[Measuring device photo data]

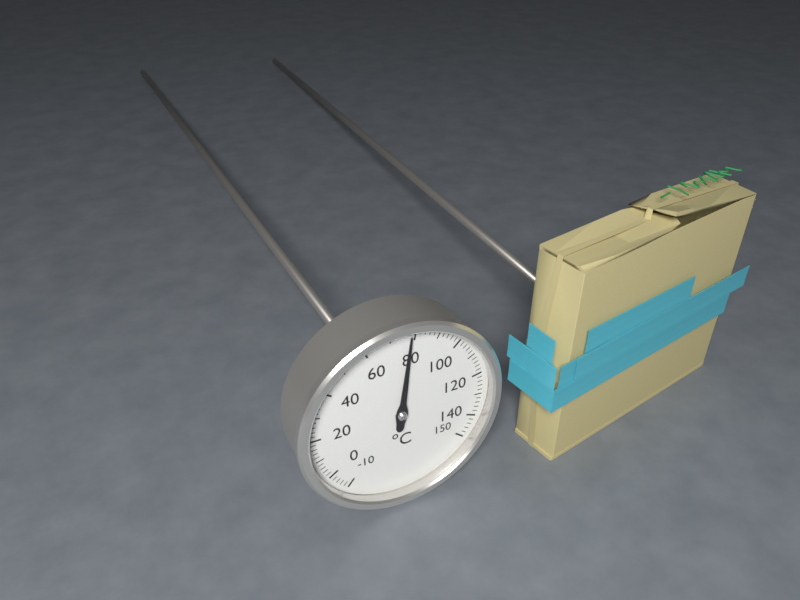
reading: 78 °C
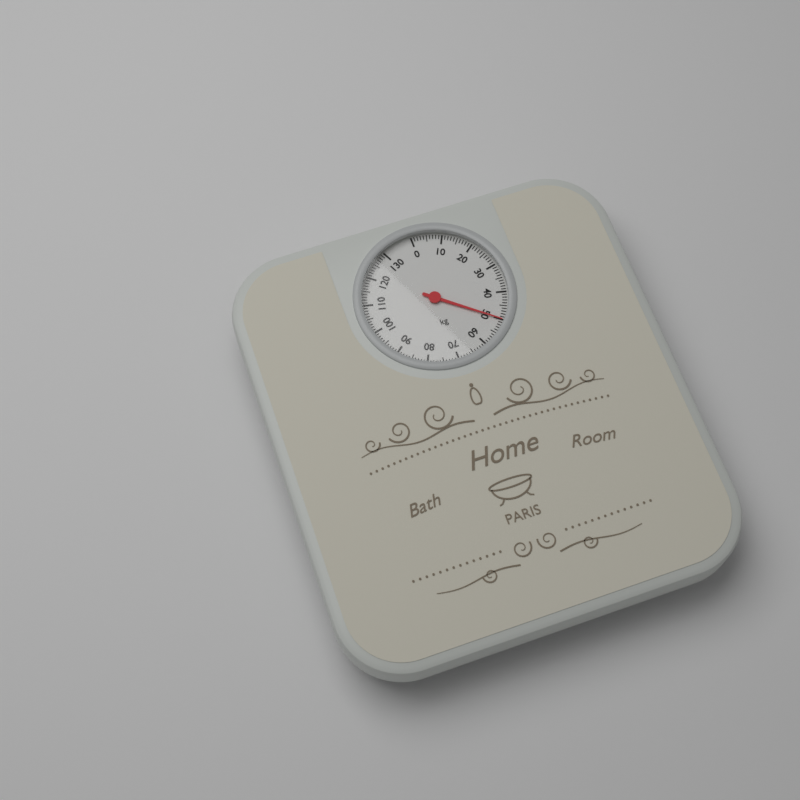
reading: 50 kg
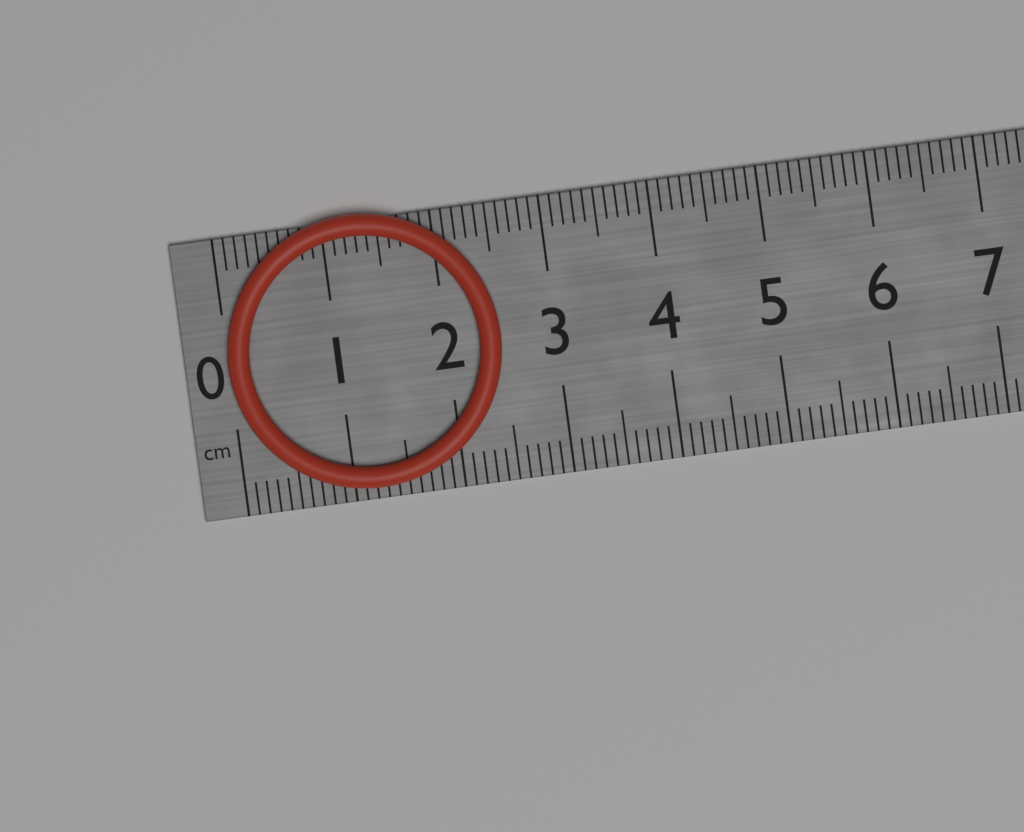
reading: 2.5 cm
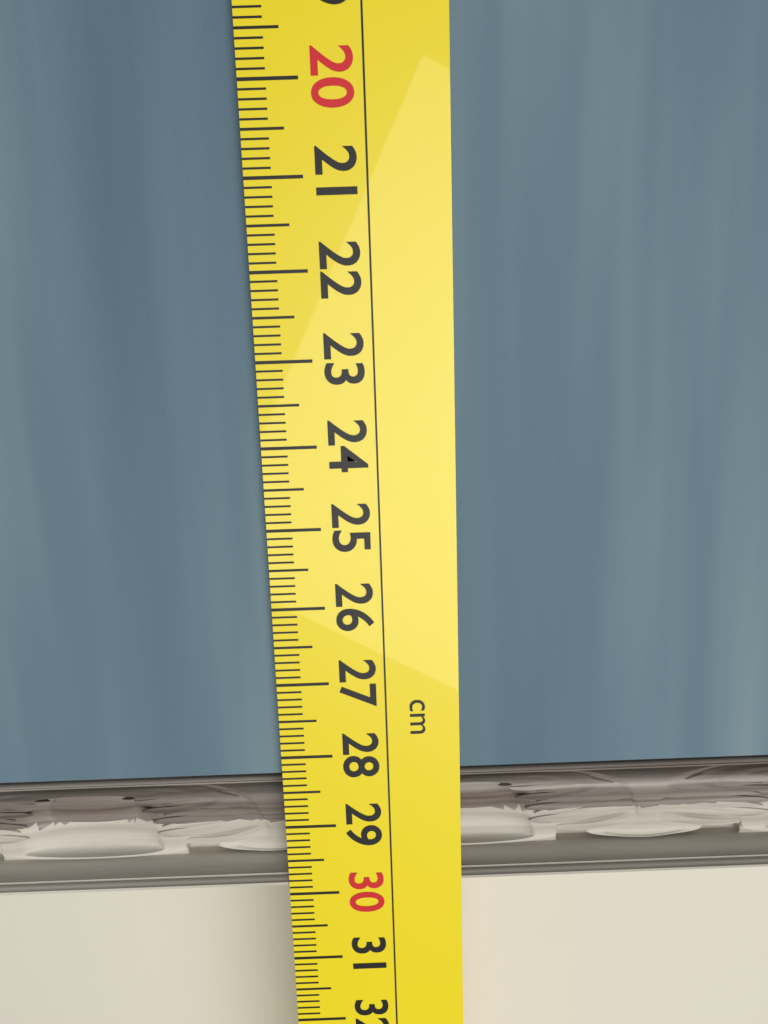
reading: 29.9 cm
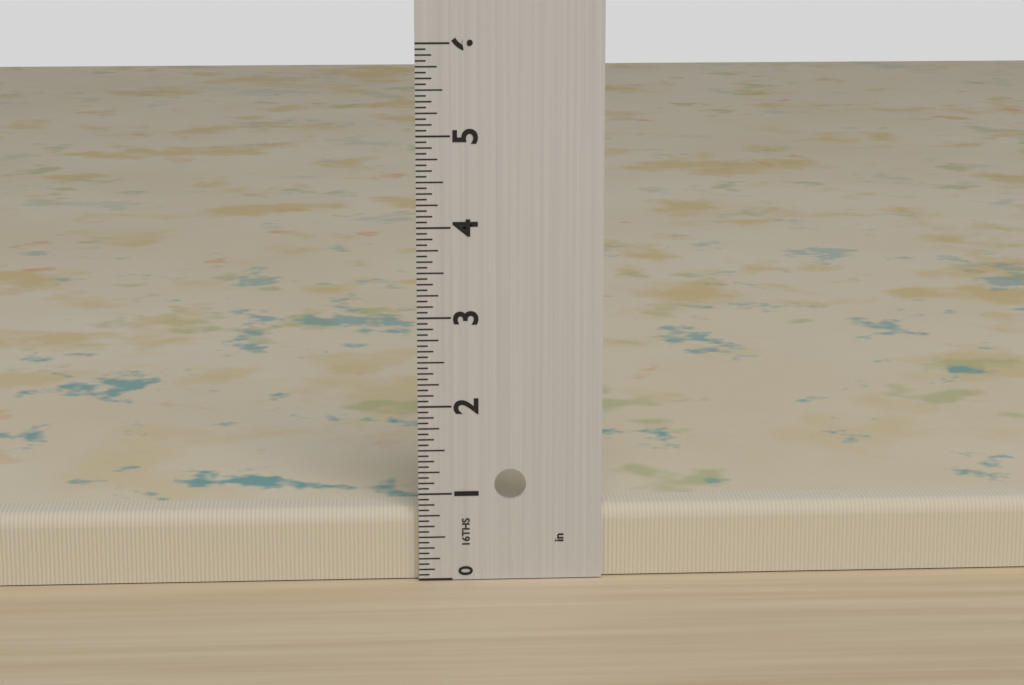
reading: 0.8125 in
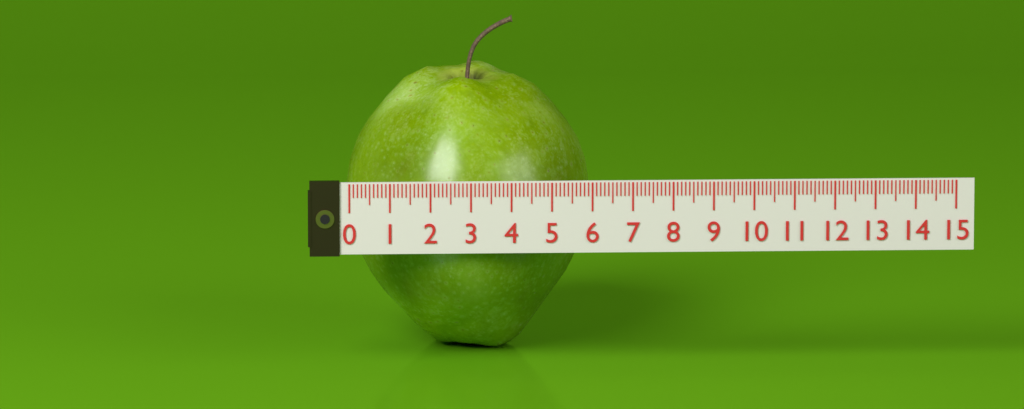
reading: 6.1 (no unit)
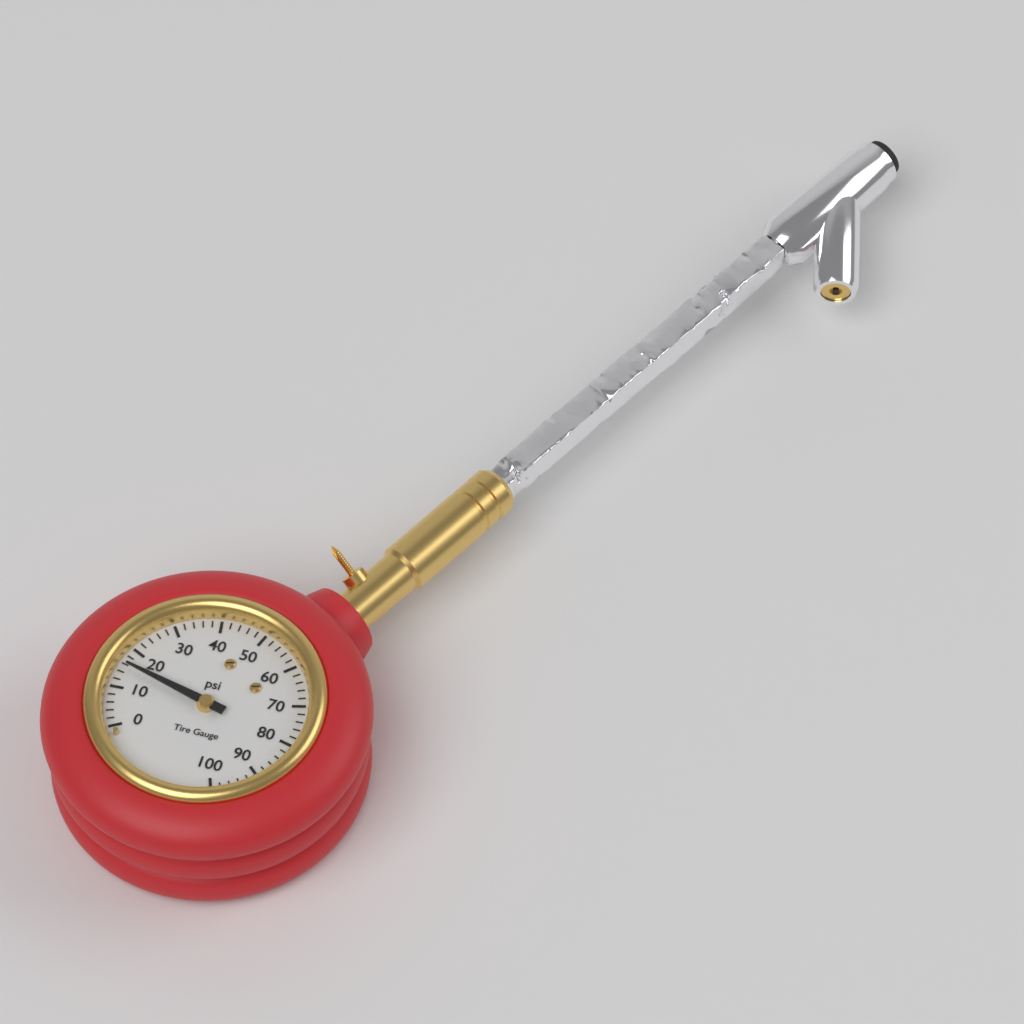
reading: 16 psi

§ **Assignment**: The pictures should be dropped, and every line above should be set down again exactly.

§ **Exercise response**:
reading: 78 °C
reading: 50 kg
reading: 2.5 cm
reading: 29.9 cm
reading: 0.8125 in
reading: 6.1 (no unit)
reading: 16 psi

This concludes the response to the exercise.